In grade school we used to do labs with these plastic bags called dialysis tubing. The experiments were much like the one described here.
Basically, it showed us that two systems of unequal concentrations on either side of a porous membrane will equalize themselves if they are allowed to. If the inside of the membrane is more concentrated than the outside environment, then it is hypertonic to the outside. If it is less concentrated, then it is said to be hypotonic. If the particles of the solution can fit through the membrane, then it will equalize itself. This is called osmosis.
Life itself depends on being able to maintain an unequal concentration in a cell as opposed to the surrounding environment. When an organism that is used to being in fresh water is suddenly placed in salt water, the environment inside the organism seeks a balance with to make the environment on the inside match the outside environment. Water leaks out until the two environments match and the organism soon becomes dehydrated and dies.
Here in the U.S., our “Standard of living” is way out of equilibrium with the rest of the world. In terms of wages, social services, clean environment, worker safety and human rights, we can say that the U.S. economy is hypertonic to the rest of the world. I see the United States economy as being just like a bag of dialysis tubing immersed in the surrounding world economy. As the border between our economy and the world economy becomes more porous, our higher standard of living must leak out to come to equilibrium with the rest of the world.
We can’t sit in the global economy and not see the system try to right itself just like my experiments with dialysis tubing. I get the feeling right now that we are experiencing what the bag on the far right has experienced. For us it means fewer jobs or wage cuts, gutting environmental laws (or not enforcing them), scrapping OSHA laws (or not enforcing them).

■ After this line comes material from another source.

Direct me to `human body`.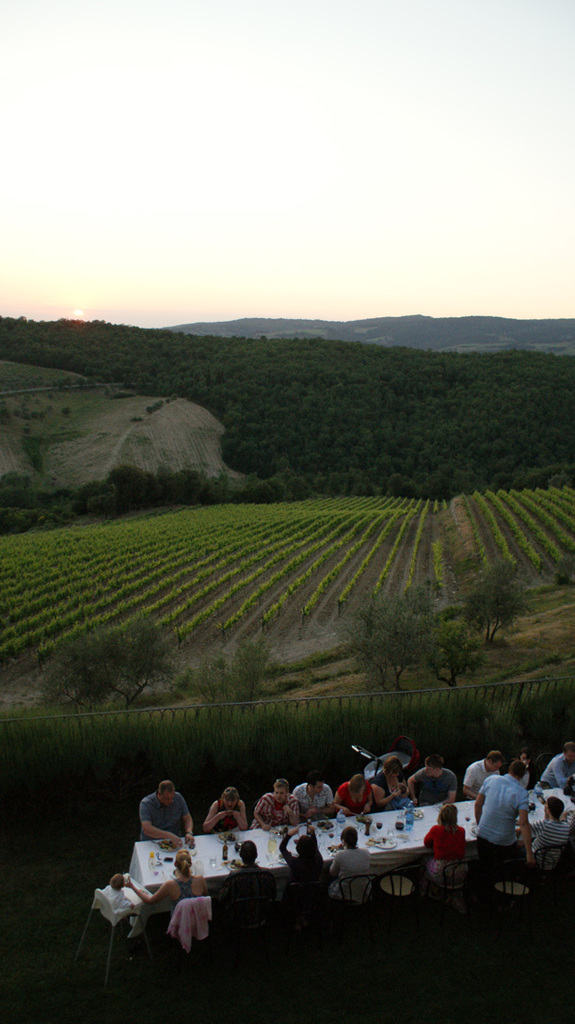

The key is not to make the borders less porous. Protectionism of the George W. Bush/Pat Buchanan/Dick Gephardt variety is not the way to go. If we can’t artificially maintain our environment, we must try to make the outside environment more like our own. That means supporting workers in other countries as they fight for the rights that we here in the United States take for granted. The only real leverage we have is on the companies that manufacture products in third world countries. They have images to maintain and work very hard to dissociate themselves from conditions of the workers that make their products.